He even performed one song in Italian, a flawlessly operatic take of “Torna a Surriento.”

“This is all a little surreal,” he noted at one point. “But it seems to be going well.”

The 62-year-old singer, songwriter and humanitarian described himself as an eternal boy (born Paul David Hewson) with his fists “in the air,” a “grandstanding” rock star and a baritone trying to be a tenor. He is now a published and best-selling author, his “Surrender: 40 Songs, One Story" out this week and already in the top 10 on Amazon.com.

Through “Sunday Bloody Sunday,” “Where the Streets Have No Name" and other U2 classics, he traces his biography from his stifling childhood home in Dublin and the grief over the early death of his mother Iris Hewson to the formation of the band that made him a global celebrity and his enduring marriage to Alison Stewart.

Former President Bill Clinton, Tom Hanks and U2 guitarist The Edge were among his famous admirers in the audience, which often stood and cheered and sang along.

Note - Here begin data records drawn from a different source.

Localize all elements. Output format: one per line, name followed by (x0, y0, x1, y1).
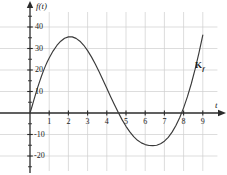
x-tick-label: 2 (66, 118, 70, 126)
x-tick-label: 7 (162, 118, 166, 126)
x-tick-label: 3 (86, 118, 90, 126)
x-tick-label: 6 (143, 118, 147, 126)
curve-label: Kf (195, 61, 204, 73)
y-tick-label: 10 (35, 88, 43, 96)
curve-label-subscript: f (202, 64, 204, 72)
y-tick-label: -10 (34, 131, 45, 139)
x-tick-label: 9 (201, 118, 205, 126)
x-tick-label: 1 (47, 118, 51, 126)
x-tick-label: 8 (182, 118, 186, 126)
x-tick-label: 4 (105, 118, 109, 126)
x-tick-label: 5 (124, 118, 128, 126)
y-tick-label: 40 (35, 23, 43, 31)
data-series (30, 35, 203, 146)
y-tick-label: 30 (35, 45, 43, 53)
y-tick-label: -20 (34, 152, 45, 160)
y-tick-label: 20 (35, 66, 43, 74)
x-axis-label: t (215, 101, 218, 110)
y-axis-label: f(t) (36, 2, 47, 11)
chart-figure: f(t) t Kf 123456789-20-1010203040 (0, 0, 227, 175)
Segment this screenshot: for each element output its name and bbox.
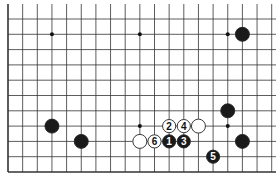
move-number: 3 [181, 136, 187, 147]
star-point [138, 32, 142, 36]
go-board: 123456 [0, 0, 276, 182]
star-point [226, 32, 230, 36]
black-stone [235, 134, 249, 148]
star-point [138, 124, 142, 128]
black-stone [74, 134, 88, 148]
black-stone-3: 3 [177, 135, 190, 148]
black-stone [45, 119, 59, 133]
white-stone [133, 134, 147, 148]
white-stone [191, 119, 205, 133]
black-stone-5: 5 [207, 150, 220, 163]
move-number: 5 [210, 151, 216, 162]
white-stone-4: 4 [177, 120, 190, 133]
black-stone-1: 1 [163, 135, 176, 148]
white-stone-6: 6 [148, 135, 161, 148]
move-number: 6 [152, 136, 158, 147]
move-number: 1 [166, 136, 172, 147]
white-stone-2: 2 [163, 120, 176, 133]
move-number: 4 [181, 121, 187, 132]
black-stone [235, 27, 249, 41]
move-number: 2 [166, 121, 172, 132]
star-point [50, 32, 54, 36]
star-point [226, 124, 230, 128]
black-stone [221, 104, 235, 118]
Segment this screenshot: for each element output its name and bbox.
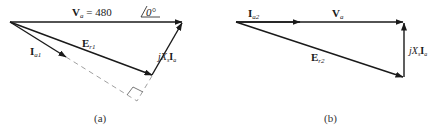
ia2-label: Ia2 — [248, 7, 260, 21]
er1-label: Er1 — [82, 37, 96, 51]
er2-arrow — [236, 22, 403, 77]
diagram-b: Ia2 Va Er2 jXsIa (b) — [236, 7, 427, 125]
va-angle: 0° — [146, 6, 157, 18]
jxsia-arrow — [152, 23, 182, 75]
perpendicular-dashed — [137, 76, 152, 101]
jxsia-label-b: jXsIa — [407, 45, 427, 57]
va-label-b: Va — [332, 7, 344, 21]
phasor-diagrams: Va = 480 0° Ia1 Er1 jXsIa (a) Ia2 Va — [0, 0, 440, 131]
jxsia-label-a: jXsIa — [156, 51, 176, 63]
caption-b: (b) — [324, 112, 337, 125]
va-label-a: Va = 480 — [72, 6, 112, 20]
ia1-dashed-extension — [66, 57, 137, 101]
er2-label: Er2 — [311, 51, 325, 65]
diagram-a: Va = 480 0° Ia1 Er1 jXsIa (a) — [10, 6, 182, 125]
caption-a: (a) — [94, 112, 107, 125]
right-angle-marker — [127, 87, 143, 95]
ia1-label: Ia1 — [30, 45, 41, 59]
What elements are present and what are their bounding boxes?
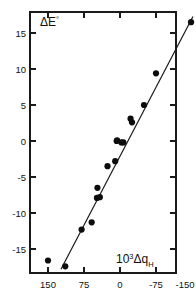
svg-text:103ΔqH: 103ΔqH (116, 252, 154, 269)
y-tick-label-0: 0 (21, 136, 26, 147)
x-axis-ticks-top (48, 12, 156, 18)
y-tick-label-minus10: -10 (12, 208, 26, 219)
x-tick-label-minus150: -150 (175, 279, 194, 290)
plot-frame (30, 12, 176, 273)
data-point (153, 70, 159, 76)
data-point (62, 263, 68, 269)
data-point (45, 257, 51, 263)
x-axis-title-subscript: H (148, 260, 153, 269)
x-tick-label-minus75: -75 (149, 279, 163, 290)
data-point (89, 219, 95, 225)
y-tick-labels: 15 10 5 0 -5 -10 -15 (12, 28, 26, 255)
x-tick-labels: 150 75 0 -75 -150 (40, 279, 194, 290)
data-point (188, 19, 194, 25)
y-axis-ticks (30, 33, 36, 249)
y-tick-label-minus15: -15 (12, 244, 26, 255)
data-point (112, 158, 118, 164)
y-axis-title-symbol: ΔE (40, 15, 56, 29)
data-point (79, 226, 85, 232)
y-axis-title: ΔE° (40, 15, 59, 29)
y-tick-label-minus5: -5 (18, 172, 26, 183)
x-tick-label-0: 0 (117, 279, 122, 290)
data-point (97, 194, 103, 200)
chart-canvas: 15 10 5 0 -5 -10 -15 150 75 0 -75 -150 Δ… (0, 0, 196, 300)
x-axis-title: 103ΔqH (116, 252, 154, 269)
data-point (104, 163, 110, 169)
y-axis-title-degree-icon: ° (56, 15, 59, 24)
scatter-plot-figure: 15 10 5 0 -5 -10 -15 150 75 0 -75 -150 Δ… (0, 0, 196, 300)
y-tick-label-10: 10 (15, 64, 26, 75)
data-point (127, 116, 133, 122)
x-axis-title-base: 10 (116, 252, 130, 266)
data-point (141, 102, 147, 108)
svg-text:ΔE°: ΔE° (40, 15, 59, 29)
data-point (94, 185, 100, 191)
data-point (120, 139, 126, 145)
y-tick-label-15: 15 (15, 28, 26, 39)
x-axis-title-symbol: Δq (134, 252, 149, 266)
y-axis-ticks-right (170, 33, 176, 249)
plot-border (30, 12, 176, 273)
x-tick-label-150: 150 (40, 279, 56, 290)
x-tick-label-75: 75 (79, 279, 90, 290)
y-tick-label-5: 5 (21, 100, 26, 111)
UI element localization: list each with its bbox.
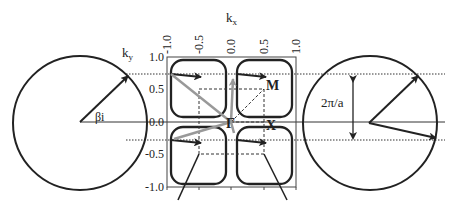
m-point-label: M	[266, 78, 279, 93]
x-tick: -0.5	[192, 35, 206, 54]
incident-arrow-icon	[369, 76, 418, 123]
right-circle-group: 2π/a	[303, 56, 437, 190]
diagram-svg: βi ky	[0, 0, 452, 210]
x-tick: 1.0	[289, 39, 303, 54]
y-tick: -1.0	[145, 180, 164, 194]
left-circle-group: βi ky	[13, 45, 147, 190]
band-diagram: βi ky	[0, 0, 452, 210]
diffracted-arrow-icon	[369, 123, 436, 138]
y-tick: 0.5	[149, 82, 164, 96]
ky-label: ky	[122, 45, 134, 62]
y-tick: -0.5	[145, 147, 164, 161]
two-pi-over-a-label: 2π/a	[321, 95, 344, 110]
y-tick: 0.0	[149, 115, 164, 129]
brillouin-plot: Γ M X 1.0 0.5 0.0 -0.5 -1.0 -1.0 -0.5 0.…	[145, 10, 303, 200]
beta-i-label: βi	[95, 110, 105, 124]
x-tick: 0.5	[257, 39, 271, 54]
x-tick: -1.0	[160, 35, 174, 54]
x-point-label: X	[266, 118, 276, 133]
x-tick: 0.0	[224, 39, 238, 54]
kx-label: kx	[226, 10, 238, 27]
gamma-point-label: Γ	[226, 116, 235, 131]
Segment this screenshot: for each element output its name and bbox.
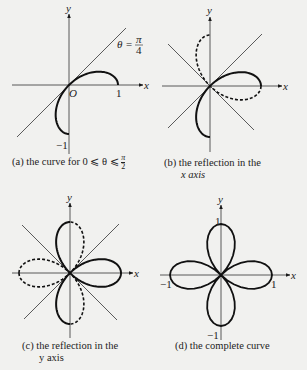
caption-d-line1: (d) the complete curve [175,340,270,352]
caption-b-line1: (b) the reflection in the [164,157,261,169]
caption-b-line2: x axis [164,169,261,181]
caption-a-text: (a) the curve for 0 ⩽ θ ⩽ [12,156,121,167]
line-label-den: 4 [136,44,142,56]
y-axis-label: y [65,2,71,14]
x-axis-label: x [143,79,149,91]
y-axis-label: y [217,193,223,205]
tick-x-1: 1 [116,87,122,99]
caption-a: (a) the curve for 0 ⩽ θ ⩽ π2 [12,154,125,171]
tick-x-neg1: −1 [160,278,172,290]
panel-c: y x [12,191,139,338]
caption-c-line2: y axis [22,352,118,364]
tick-x-1: 1 [271,278,277,290]
caption-c: (c) the reflection in the y axis [22,340,118,364]
figure-canvas: y x O 1 −1 θ = π 4 y x y x y x 1 [0,0,307,370]
line-label: θ = [117,38,133,50]
x-axis-label: x [133,267,139,279]
y-axis-label: y [206,4,212,16]
panel-b: y x [162,4,288,152]
tick-y-1: 1 [215,215,221,227]
panel-a: y x O 1 −1 θ = π 4 [12,2,149,154]
panel-d: y x 1 −1 1 −1 [160,193,296,341]
origin-label: O [69,87,77,99]
caption-a-fraction: π2 [121,154,125,171]
caption-b: (b) the reflection in the x axis [164,157,261,181]
tick-y-neg1: −1 [56,139,68,151]
caption-c-line1: (c) the reflection in the [22,340,118,352]
x-axis-label: x [290,269,296,281]
x-axis-label: x [282,80,288,92]
caption-d: (d) the complete curve [175,340,270,352]
frac-den: 2 [121,163,125,171]
y-axis-label: y [66,191,72,203]
curve-solid [56,72,118,134]
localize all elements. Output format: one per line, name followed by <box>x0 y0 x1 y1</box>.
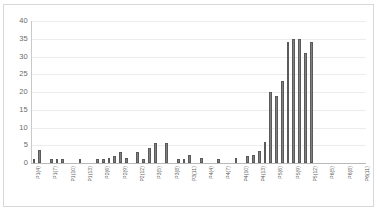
bar <box>287 42 290 163</box>
y-axis-tick-label: 30 <box>6 53 28 61</box>
x-axis-tick-label: P4(13) <box>261 166 266 182</box>
x-axis-tick-label: P6(5) <box>330 166 335 179</box>
bar <box>188 155 191 163</box>
x-axis-tick-label: P1(4) <box>36 166 41 179</box>
y-axis-tick-label: 0 <box>6 159 28 167</box>
bar <box>113 156 116 163</box>
bar <box>298 39 301 163</box>
y-axis-tick-label: 10 <box>6 124 28 132</box>
bar <box>258 151 261 163</box>
x-axis-tick-label: P5(9) <box>296 166 301 179</box>
y-axis-tick-label: 5 <box>6 141 28 149</box>
bar <box>33 159 36 163</box>
x-axis-tick-label: P4(7) <box>226 166 231 179</box>
x-axis-tick-label: P5(12) <box>313 166 318 182</box>
bar <box>136 152 139 163</box>
bar <box>38 150 41 163</box>
y-axis-tick-label: 40 <box>6 17 28 25</box>
bar <box>292 39 295 163</box>
bar <box>108 158 111 163</box>
x-axis-tick-label: P4(4) <box>209 166 214 179</box>
bar <box>119 152 122 163</box>
y-axis-tick-label: 20 <box>6 88 28 96</box>
bar <box>275 96 278 163</box>
bar <box>61 159 64 163</box>
bar <box>246 156 249 163</box>
bar <box>102 159 105 163</box>
bar <box>269 92 272 163</box>
x-axis-tick-label: P1(10) <box>71 166 76 182</box>
plot-area <box>31 21 366 163</box>
x-axis-tick-label: P4(10) <box>244 166 249 182</box>
bar-chart-figure: 0510152025303540 P1(4)P1(7)P1(10)P1(13)P… <box>0 0 377 211</box>
bar <box>165 143 168 163</box>
x-axis-tick-label: P6(8) <box>348 166 353 179</box>
y-axis-tick-label: 25 <box>6 70 28 78</box>
bar <box>154 143 157 163</box>
bar <box>281 81 284 163</box>
x-axis-tick-label: P3(8) <box>175 166 180 179</box>
bar <box>310 42 313 163</box>
x-axis-tick-label: P2(9) <box>123 166 128 179</box>
bar <box>96 159 99 163</box>
bar <box>50 159 53 163</box>
bar <box>235 158 238 163</box>
x-axis-line <box>31 163 366 164</box>
x-axis-tick-label: P6(11) <box>365 166 370 181</box>
bar <box>177 159 180 163</box>
x-axis-tick-label: P1(13) <box>88 166 93 182</box>
x-axis-tick-labels: P1(4)P1(7)P1(10)P1(13)P2(6)P2(9)P2(12)P3… <box>31 166 366 208</box>
x-axis-tick-label: P3(11) <box>192 166 197 181</box>
bar <box>252 155 255 163</box>
bar <box>125 158 128 163</box>
x-axis-tick-label: P3(5) <box>157 166 162 179</box>
x-axis-tick-label: P1(7) <box>53 166 58 179</box>
bar <box>264 142 267 163</box>
bar <box>217 159 220 163</box>
bar <box>142 159 145 163</box>
y-axis-tick-label: 35 <box>6 35 28 43</box>
x-axis-tick-label: P2(6) <box>105 166 110 179</box>
bar <box>56 159 59 163</box>
bar <box>148 148 151 163</box>
x-axis-tick-label: P5(6) <box>278 166 283 179</box>
bar <box>304 53 307 163</box>
bar <box>79 159 82 163</box>
bar <box>183 159 186 163</box>
x-axis-tick-label: P2(12) <box>140 166 145 182</box>
y-axis-tick-label: 15 <box>6 106 28 114</box>
bar <box>200 158 203 163</box>
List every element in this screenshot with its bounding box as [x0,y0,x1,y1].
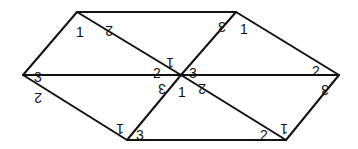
angle-label-A-2: 2 [105,23,113,39]
angle-label-C-2: 2 [34,90,42,106]
angle-label-F-1: 1 [280,121,288,137]
triangle-tiling-diagram: 123132213312231321 [0,0,358,149]
angle-label-D-2: 2 [312,63,320,79]
angle-label-O-2: 2 [198,81,206,97]
angle-label-A-1: 1 [76,24,84,40]
angle-label-B-1: 1 [240,21,248,37]
edge-C-E [23,75,127,140]
angle-label-C-3: 3 [34,69,42,85]
edges [23,12,339,140]
angle-label-O-1: 1 [166,55,174,71]
edge-O-F [181,75,286,140]
edge-A-O [77,12,181,75]
angle-label-E-1: 1 [116,121,124,137]
angle-label-O-1: 1 [178,84,186,100]
angle-label-F-2: 2 [260,127,268,143]
angle-label-D-3: 3 [321,82,329,98]
angle-labels: 123132213312231321 [34,19,329,142]
angle-label-O-2: 2 [153,65,161,81]
edge-B-D [236,12,339,75]
angle-label-B-3: 3 [218,19,226,35]
angle-label-E-3: 3 [136,127,144,143]
edge-D-F [286,75,339,140]
edge-O-E [127,75,181,140]
angle-label-O-3: 3 [189,65,197,81]
angle-label-O-3: 3 [158,81,166,97]
edge-A-C [23,12,77,75]
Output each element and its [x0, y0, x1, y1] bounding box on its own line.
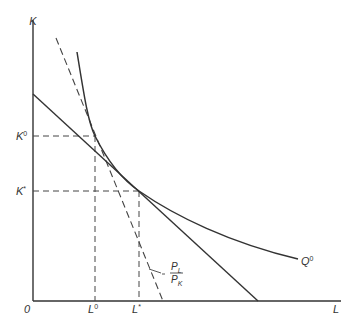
x-axis-label: L: [333, 303, 339, 315]
slope-denominator: PK: [171, 274, 183, 287]
kstar-label: K*: [16, 185, 26, 197]
isoquant-curve: [77, 52, 298, 259]
l0-label: L0: [88, 303, 98, 315]
slope-numerator: PL: [171, 261, 182, 274]
lstar-label: L*: [132, 303, 141, 315]
origin-label: 0: [24, 303, 31, 315]
isocost-line: [33, 94, 258, 301]
slope-leader: [149, 269, 161, 273]
y-axis-label: K: [29, 15, 37, 27]
isoquant-label: Q0: [301, 255, 314, 267]
k0-label: K0: [16, 130, 27, 142]
isoquant-diagram: K L 0 K0 K* L0 L* Q0 PL PK: [0, 0, 353, 326]
steep-isocost-line: [56, 38, 163, 301]
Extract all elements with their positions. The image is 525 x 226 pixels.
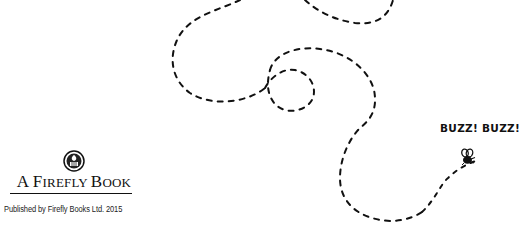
logo-title: A FIREFLY BOOK: [8, 173, 140, 192]
publisher-logo: A FIREFLY BOOK: [8, 150, 140, 194]
buzz-caption: BUZZ! BUZZ!: [440, 122, 520, 134]
crest-emblem-icon: [63, 150, 85, 172]
logo-underline: [10, 193, 132, 194]
bee-icon: [458, 148, 478, 166]
publisher-line: Published by Firefly Books Ltd. 2015: [4, 204, 122, 214]
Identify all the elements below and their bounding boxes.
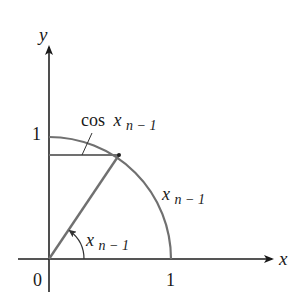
y-tick-label-1: 1 (32, 124, 41, 144)
x-axis-label: x (278, 248, 288, 269)
arc-label-sub: n − 1 (175, 192, 205, 207)
x-tick-label-1: 1 (166, 270, 175, 290)
y-axis-label: y (37, 24, 48, 45)
arc-label-var: x (161, 184, 170, 204)
cos-label-var: x (113, 110, 122, 130)
origin-label: 0 (33, 270, 42, 290)
unit-circle-diagram: y x 0 1 1 cos x n − 1 x n − 1 x n − 1 (0, 0, 300, 304)
angle-label: x n − 1 (85, 230, 129, 253)
angle-arc (70, 231, 84, 259)
angle-label-sub: n − 1 (99, 238, 129, 253)
cos-label: cos x n − 1 (81, 110, 156, 133)
cos-label-sub: n − 1 (126, 118, 156, 133)
angle-label-var: x (85, 230, 94, 250)
cos-label-fn: cos (81, 110, 105, 130)
arc-length-label: x n − 1 (161, 184, 205, 207)
arc-point (117, 153, 121, 157)
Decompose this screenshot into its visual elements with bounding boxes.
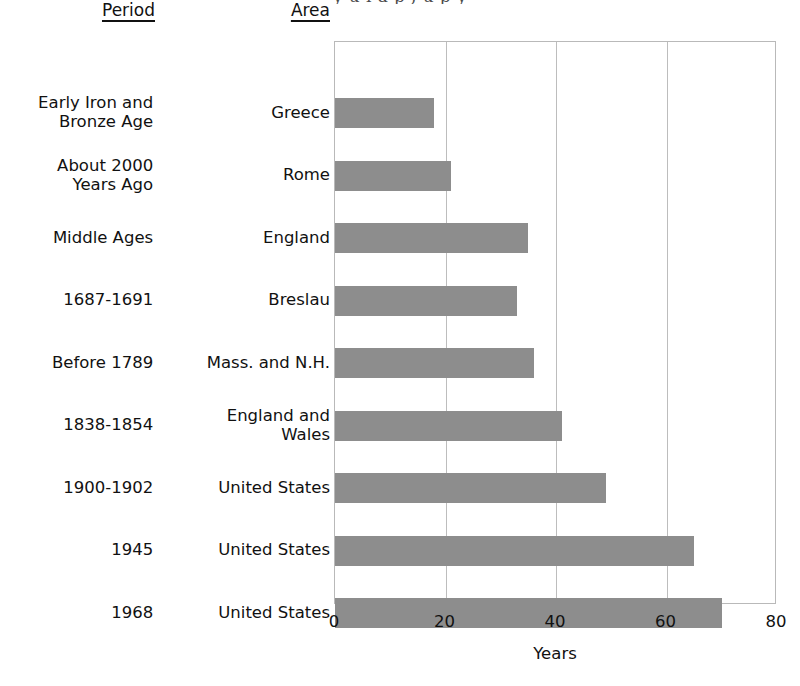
row-area-label: Greece [153,103,334,122]
row-period-label: Before 1789 [0,353,153,372]
column-header-period: Period [0,0,155,20]
bar [335,411,562,441]
row-area-label: England andWales [153,406,334,444]
row-area-label: Rome [153,165,334,184]
row-label-column: Early Iron andBronze AgeGreeceAbout 2000… [0,41,334,604]
table-row: 1838-1854England andWales [0,410,334,440]
row-area-label: United States [153,478,334,497]
column-header-area: Area [155,0,334,20]
bar [335,161,451,191]
x-tick-20: 20 [415,612,475,631]
table-row: About 2000Years AgoRome [0,160,334,190]
gridline-20 [446,42,447,603]
table-row: 1687-1691Breslau [0,285,334,315]
bar [335,223,528,253]
bar [335,473,606,503]
row-area-label: England [153,228,334,247]
row-area-label: Mass. and N.H. [153,353,334,372]
table-row: 1945United States [0,535,334,565]
row-period-label: Middle Ages [0,228,153,247]
bar [335,536,694,566]
row-period-label: 1838-1854 [0,415,153,434]
table-row: Middle AgesEngland [0,222,334,252]
bar [335,286,517,316]
plot-area [334,41,776,604]
x-axis-title: Years [334,644,776,663]
x-tick-0: 0 [304,612,364,631]
x-tick-60: 60 [636,612,696,631]
x-tick-80: 80 [746,612,800,631]
row-period-label: 1968 [0,603,153,622]
row-period-label: 1945 [0,540,153,559]
bar [335,348,534,378]
row-period-label: About 2000Years Ago [0,156,153,194]
row-period-label: 1900-1902 [0,478,153,497]
x-tick-40: 40 [525,612,585,631]
row-area-label: Breslau [153,290,334,309]
gridline-40 [556,42,557,603]
table-row: 1968United States [0,597,334,627]
row-area-label: United States [153,540,334,559]
table-row: 1900-1902United States [0,472,334,502]
row-period-label: 1687-1691 [0,290,153,309]
table-row: Early Iron andBronze AgeGreece [0,97,334,127]
row-period-label: Early Iron andBronze Age [0,93,153,131]
bar [335,98,434,128]
gridline-60 [667,42,668,603]
table-row: Before 1789Mass. and N.H. [0,347,334,377]
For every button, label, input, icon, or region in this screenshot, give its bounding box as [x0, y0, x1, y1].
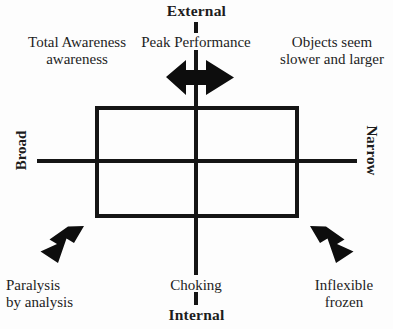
- caption-bottom-left-paralysis-by-analysis: Paralysis by analysis: [6, 277, 126, 311]
- caption-bottom-center-choking: Choking: [136, 277, 256, 294]
- axis-label-external: External: [0, 2, 393, 19]
- arrow-down-right-icon: [310, 226, 354, 263]
- double-headed-horizontal-arrow: [166, 60, 234, 95]
- attention-matrix-diagram: External Internal Broad Narrow Total Awa…: [0, 0, 393, 329]
- axis-label-narrow: Narrow: [364, 118, 381, 182]
- caption-top-center-peak-performance: Peak Performance: [116, 34, 276, 51]
- axis-label-broad: Broad: [13, 120, 30, 180]
- caption-bottom-right-inflexible-frozen: Inflexible frozen: [296, 277, 392, 311]
- caption-top-right-objects-seem-slower: Objects seem slower and larger: [272, 34, 392, 68]
- arrow-down-left-icon: [41, 226, 85, 263]
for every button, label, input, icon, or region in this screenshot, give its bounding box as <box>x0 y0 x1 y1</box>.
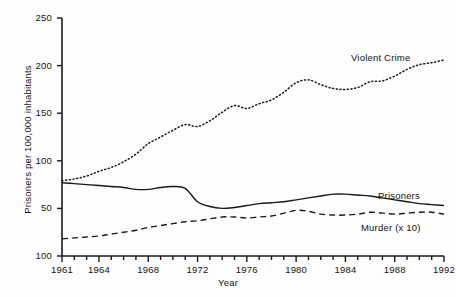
x-axis-tick-label: 1980 <box>276 264 316 275</box>
x-axis-ticks <box>62 256 444 262</box>
series-label-violent-crime: Violent Crime <box>351 52 410 63</box>
x-axis-tick-label: 1992 <box>424 264 456 275</box>
chart-container: 10050100150200250 1961196419681972197619… <box>0 0 456 297</box>
x-axis-tick-label: 1984 <box>325 264 365 275</box>
chart-series-group <box>62 60 444 239</box>
chart-plot-area <box>0 0 456 297</box>
x-axis-tick-label: 1961 <box>42 264 82 275</box>
y-axis-title: Prisoners per 100,000 inhabitants <box>22 55 33 225</box>
y-axis-tick-label: 100 <box>0 250 52 261</box>
x-axis-tick-label: 1964 <box>79 264 119 275</box>
y-axis-tick-label: 250 <box>0 12 52 23</box>
x-axis-tick-label: 1972 <box>178 264 218 275</box>
x-axis-title: Year <box>0 277 456 288</box>
series-label-murder: Murder (x 10) <box>361 222 421 233</box>
x-axis-tick-label: 1976 <box>227 264 267 275</box>
x-axis-tick-label: 1988 <box>375 264 415 275</box>
series-label-prisoners: Prisoners <box>378 190 420 201</box>
series-line-violent-crime <box>62 60 444 181</box>
x-axis-tick-label: 1968 <box>128 264 168 275</box>
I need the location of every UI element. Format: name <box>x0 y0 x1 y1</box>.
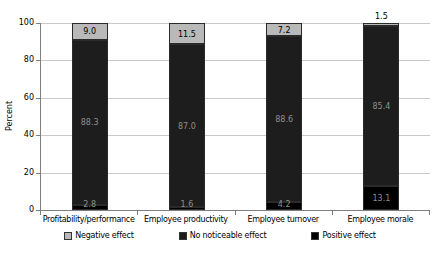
y-tick <box>36 173 40 174</box>
bar-segment-negative-effect <box>363 23 399 26</box>
legend-label: Negative effect <box>75 231 133 240</box>
legend: Negative effectNo noticeable effectPosit… <box>0 231 440 240</box>
legend-item: Positive effect <box>311 231 375 240</box>
y-tick <box>36 135 40 136</box>
value-label: 9.0 <box>72 27 108 36</box>
y-tick-label: 40 <box>0 130 34 140</box>
value-label: 1.5 <box>363 12 399 21</box>
y-tick-label: 60 <box>0 93 34 103</box>
x-tick <box>137 211 138 215</box>
y-tick <box>36 98 40 99</box>
value-label: 13.1 <box>363 194 399 203</box>
value-label: 4.2 <box>266 200 302 209</box>
category-label: Employee productivity <box>137 215 234 224</box>
legend-marker-no-noticeable-effect <box>179 232 187 240</box>
stacked-bar-chart: Percent 2.888.39.01.687.011.54.288.67.21… <box>0 0 440 255</box>
legend-item: No noticeable effect <box>179 231 267 240</box>
y-tick <box>36 23 40 24</box>
x-tick <box>429 211 430 215</box>
y-tick <box>36 60 40 61</box>
legend-item: Negative effect <box>64 231 133 240</box>
y-tick-label: 100 <box>0 18 34 28</box>
x-tick <box>235 211 236 215</box>
legend-label: Positive effect <box>322 231 375 240</box>
legend-marker-positive-effect <box>311 232 319 240</box>
value-label: 1.6 <box>169 200 205 209</box>
x-tick <box>40 211 41 215</box>
category-label: Employee turnover <box>235 215 332 224</box>
value-label: 11.5 <box>169 30 205 39</box>
legend-marker-negative-effect <box>64 232 72 240</box>
category-label: Employee morale <box>332 215 429 224</box>
y-tick-label: 80 <box>0 55 34 65</box>
y-tick-label: 20 <box>0 168 34 178</box>
value-label: 7.2 <box>266 26 302 35</box>
plot-area: 2.888.39.01.687.011.54.288.67.213.185.41… <box>40 23 430 211</box>
value-label: 85.4 <box>363 102 399 111</box>
value-label: 2.8 <box>72 200 108 209</box>
y-tick-label: 0 <box>0 205 34 215</box>
value-label: 88.6 <box>266 115 302 124</box>
x-tick <box>332 211 333 215</box>
value-label: 88.3 <box>72 118 108 127</box>
legend-label: No noticeable effect <box>190 231 267 240</box>
category-label: Profitability/performance <box>40 215 137 224</box>
value-label: 87.0 <box>169 122 205 131</box>
y-axis-title: Percent <box>5 101 14 131</box>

For the 90-minute plus “Stories of Surrender” show, billed as “an evening of words, music, and some mischief,” Bono wore a plain black blazer, matching pants and added color with his orange-tinted glasses. He opened with an account from his book of his heart surgery in 2016, but otherwise pranced and leapt like a man who had never seen the inside of a hospital and belted out songs written decades ago without any sense he had forgotten what inspired them.

Ticket prices were rock star levels: thousands of dollars for the best seats and well into the hundreds even for obstructed views. Compared to a U2 show, the setting was relatively intimate — handwritten illustrations on screens hanging toward the back of the stage and a few tables and chairs that Bono used as props to climb on or to simulate conversations. With warm and comic mimicry, he recalled phone calls with Luciano Pavarotti and his pleas of “Bono, Bono, Bono” as the opera star recruited him to perform at a benefit show in Modena, Italy, and once turned up at U2's studio on short notice — with a film crew.

Bono also re-enacted his many tense bar room meetings with his father, who seemed to regard his son's career as some kind of failed business venture. Brendan Robert Hewson's rough facade did once collapse unexpectedly — when he met Princess Diana, an encounter Bono described as like watching centuries of Irish loathing of the royals "gone in eight seconds."

“One princess, and we're even,” Bono added.

He spoke often of loss, of his mother when he was a teenager and of his father in 2001. But he also described his life as a story of presence, whether of his religious faith, his wife and children, or of his bandmates. After what he called the characteristic Irish response to a child's outsized ambitions — to pretend they don't exist — he called himself “blessed,” and added that “what was silence has been filled, mostly, with music.”